Her book’s title, “The Birchbark Chronicles: An Adirondack Journal,” does not adequately reflect the reading pleasures within—a picaresque tale of a young woman’s travels alongside her journal reflections 30 years later during a solitary sojourn in the mountains.
Garber, whose primary home is on Ocracoke, has, for almost 20 years, spent summers in the Adirondack wilderness.
At the beginning, she relates how she took some bark from a birch tree with the idea of recording her journal on the parchment-like tree skin, just like ancient scribes. She made a few entries but soon reverted to a word processor.
Garber’s elegant prose ably conjures both her adventures of the past and the soothing wilderness in which she immersed herself from 2002 to 2003.
“Yellow goatsbeard and orange hawkweed are scattered along the trail as if a sky queen had emptied out her jewelry box” is just one example of her skill in painting prose pictures.
Garber is known on the island for her love of nature and her contributions to the Ocracoke literary canon, available in shops all over the island.
In this self-published autobiography, her readers will get a different view of this mild-mannered woman as she bares her soul–peeling back the layers of time when, in her 20s in the late 1960s and early 1970s, she wandered the world trying to find her purpose and navigating a tumultuous, ultimately failed, marriage.
She revisited the formative times with her late ex-husband where the pair often found themselves running from the law and scraping by with odd jobs here and there.
In the preface, she writes how as a child, she dreamed about being many people and living different lives, and in these pages, she does just that.
She grew up in a happy family outside of Richmond, Virginia, in the mid-20th century and came of age as unrest among the youth in the late 1960s upended the status quo.
Garber doesn’t hold back descriptions of her youthful life post-high school.

Fortunately, she didn’t go off the deep end, but watching others do so, particularly one of her beloved sisters, compelled her to “run away,” as she says, to overcome the pain.
Enamored of Woody Guthrie and wanting not wealth but “something more meaningful from life,” she dreamed of “becoming a hobo” in one of the subchapters.
There follows a story about hitchhiking to New York while her family thought she was elsewhere.
She is interested in the downtrodden and sometimes experienced the sting of discrimination and the hardships of poverty—sleeping in unlocked cars, knocking on random doors for help, escaping unwanted male advances.
Between calmer passages about the natural world and small community of Long Lake, New York, she recounts her youthful journeys crisscrossing the United States; going to England and Paris; crewing on boats in the Bahamas; picking pears with migrant workers; living in different places out West including a Native American archeological dig.
How many 20-something women these days would strike out alone hitchhiking?

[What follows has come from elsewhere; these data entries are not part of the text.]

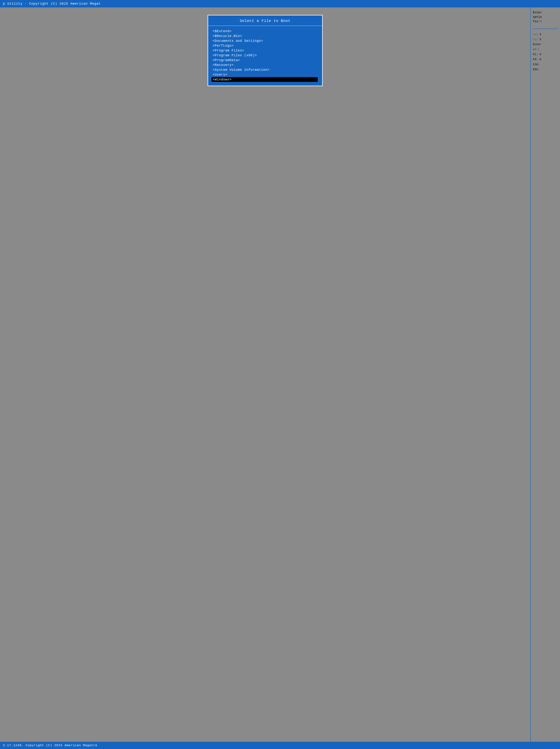  What do you see at coordinates (265, 60) in the screenshot?
I see `file-list-item: <ProgramData>` at bounding box center [265, 60].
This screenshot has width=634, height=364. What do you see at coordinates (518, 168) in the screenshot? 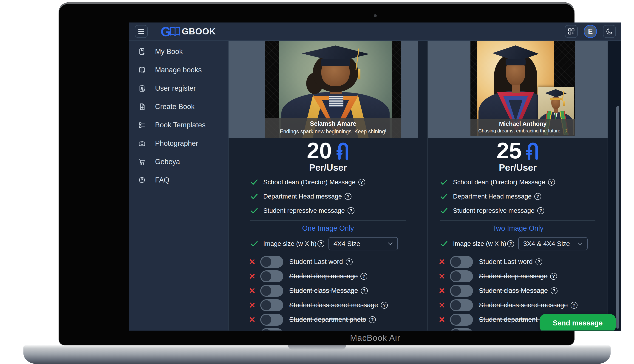
I see `per-user-label: Per/User` at bounding box center [518, 168].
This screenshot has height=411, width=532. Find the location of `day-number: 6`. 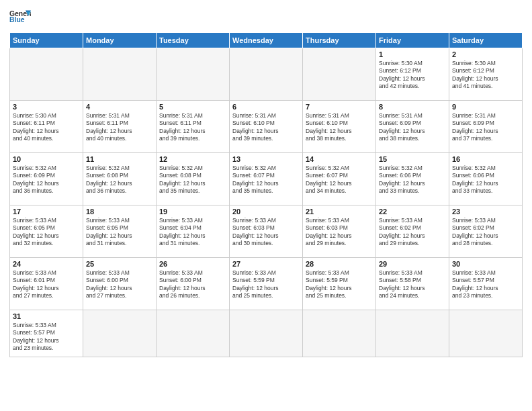

day-number: 6 is located at coordinates (266, 107).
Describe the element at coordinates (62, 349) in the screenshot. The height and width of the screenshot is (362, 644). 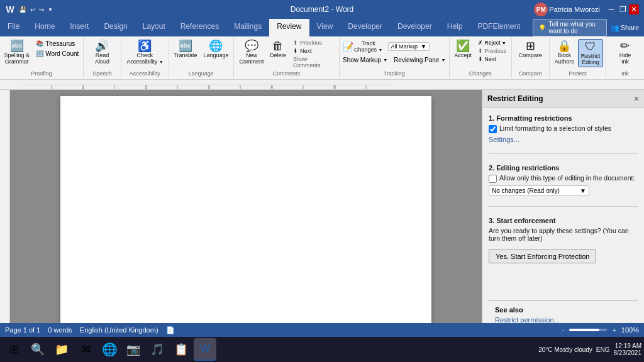
I see `file-explorer-btn: 📁` at that location.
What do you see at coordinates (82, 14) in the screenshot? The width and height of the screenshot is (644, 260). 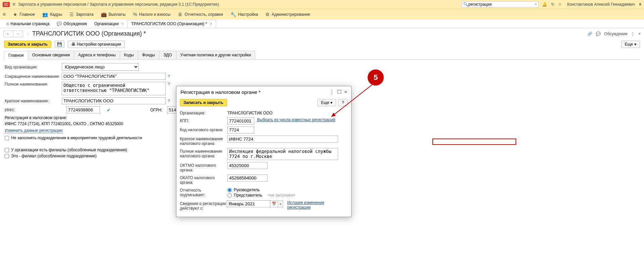 I see `menu-salary: ☰Зарплата` at bounding box center [82, 14].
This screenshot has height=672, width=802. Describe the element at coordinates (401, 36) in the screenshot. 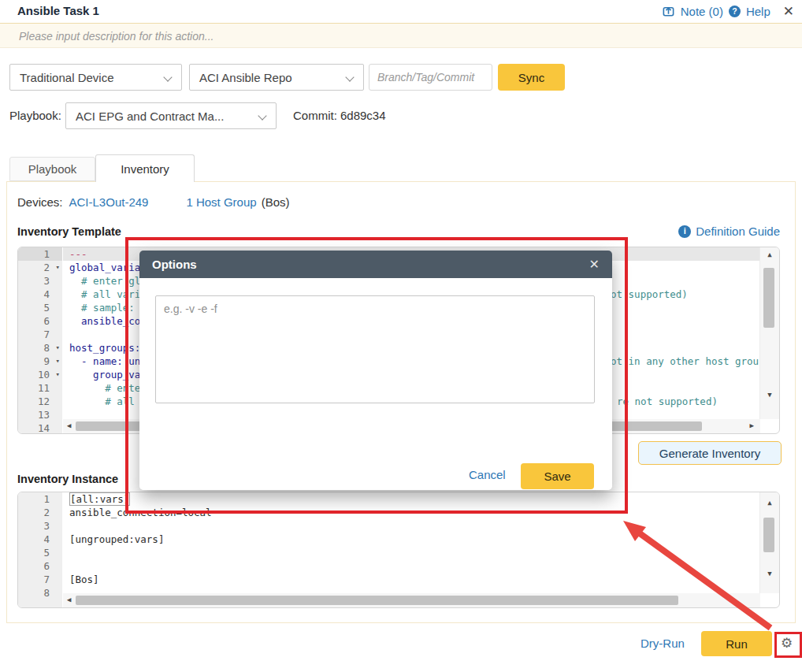

I see `description-row` at that location.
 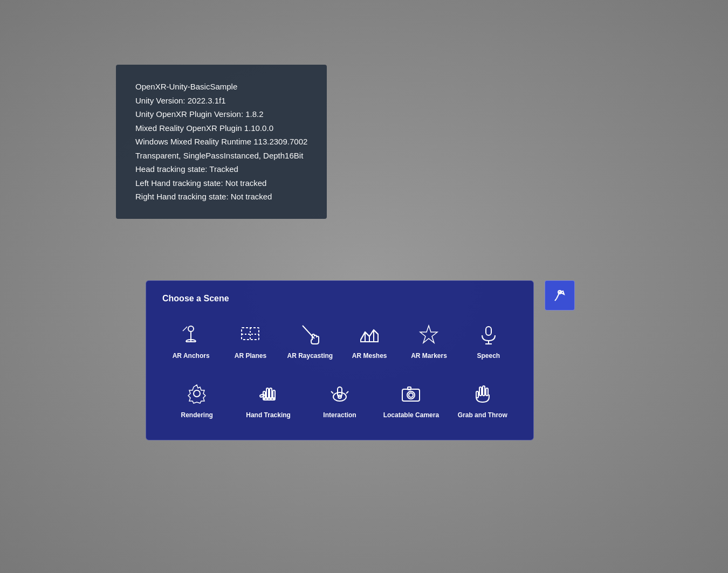 What do you see at coordinates (340, 400) in the screenshot?
I see `scene-grid-row2: Rendering Hand Tracking` at bounding box center [340, 400].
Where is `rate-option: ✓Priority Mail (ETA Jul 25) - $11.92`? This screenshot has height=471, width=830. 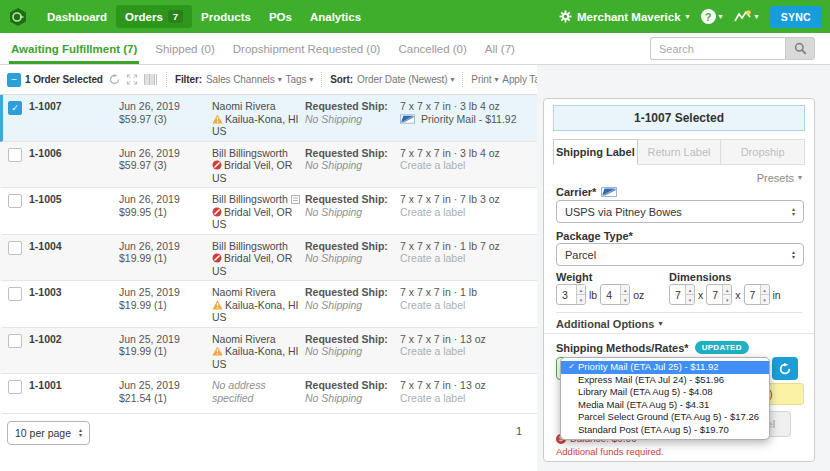
rate-option: ✓Priority Mail (ETA Jul 25) - $11.92 is located at coordinates (665, 368).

Garber hitchhiked frequently and reveals that while spending about five months in the Cotswolds of England, after losing her tennis shoes she went barefoot, a head-scratcher to her English acquaintances.
In another amusing anecdote she describes what happened when she had to purchase shoes in Paris.
There are many such entertaining tales through which, as she says in her preface, she hopes others “might learn and profit from my failures and my triumphs.”
The book is available at Books to Be Red on the island and online at Amazon.com.